In October 2015, the UK’s newly elected Conservative government introduced a set of revisions to the standing orders of the House of Commons, commonly referred to as ‘English Votes for English Laws’ (or EVEL). This involved the implementation of new procedures designed to ensure that, on certain matters relating only to England (or England and Wales), MPs representing constituencies in the relevant part(s) of the UK would be given greater prominence during parliamentary proceedings. A central feature of the reform was the creation of new ‘legislative grand committees’, composed of all English (or English and Welsh) MPs, with the capacity to debate and—most controversially—veto legislative provisions, even if these commanded the support of the whole House. The procedures proved highly contentious in party political terms, and in the final vote to approve them MPs divided neatly along partisan lines.

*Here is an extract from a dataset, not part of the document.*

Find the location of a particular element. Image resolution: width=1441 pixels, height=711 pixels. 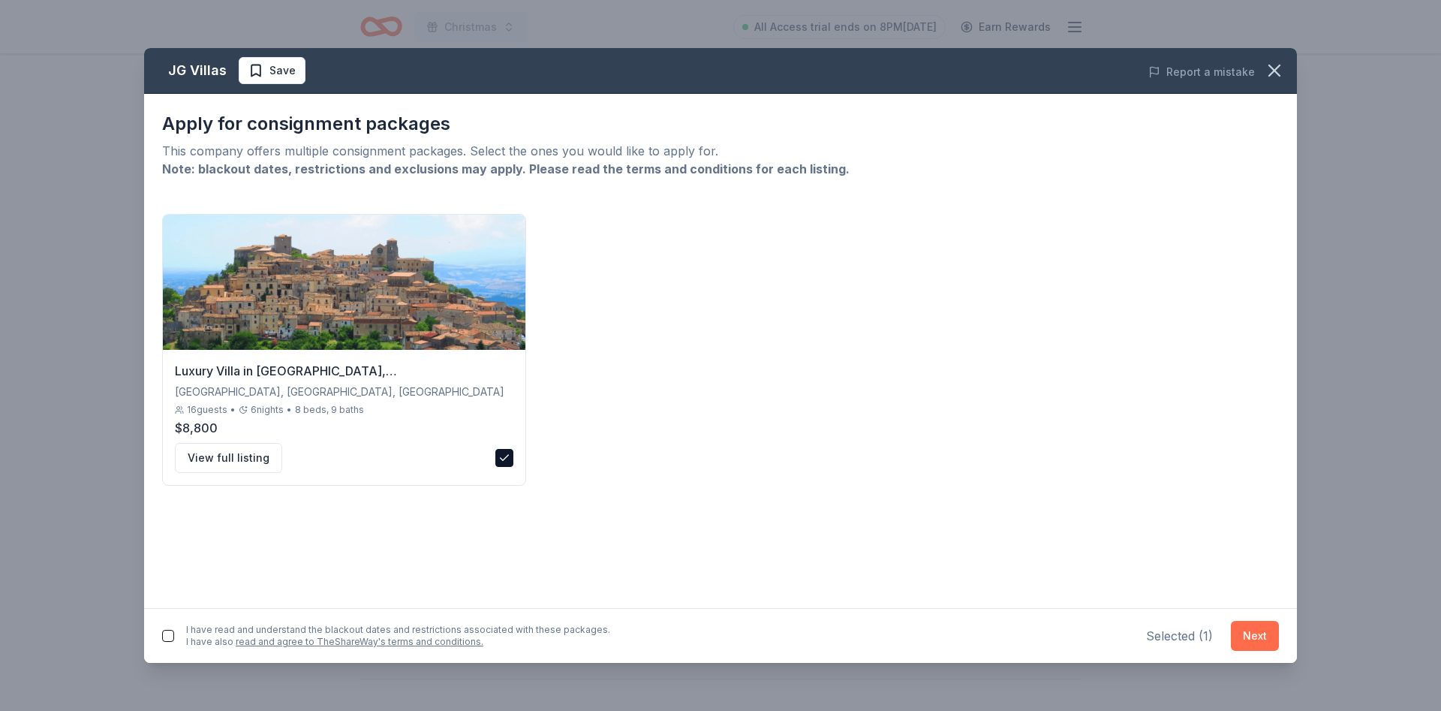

The name given to the changes says much about the core motivation behind them, and the area of public concern they were designed to address. During the 2014 Scottish independence referendum campaign, all of the main unionist parties pledged to transfer new legislative powers from Westminster to the Scottish Parliament in an attempt to shore up support for the union. But the further extension of devolution in Scotland threatened simultaneously to reignite the ‘English Question’—the wider issue of how England should be governed and represented in the post-devolved UK. More specifically, it focused attention on the ‘West Lothian Question’, a long-standing complaint about the perceived unfairness of asymmetric devolution for English representation within the Westminster parliament, which had been widely judged to be fundamentally unanswerable. In the light of prime minister David Cameron’s assertion in September 2014 that EVEL would constitute a ‘decisive answer’ to the West Lothian Question that would enable the ‘voices of England [to] be heard’ (Cameron, 2014), and given the level of disagreement which these procedures have elicited at Westminster, the effectiveness and implications of this historic reform demand more careful assessment than they have hitherto received.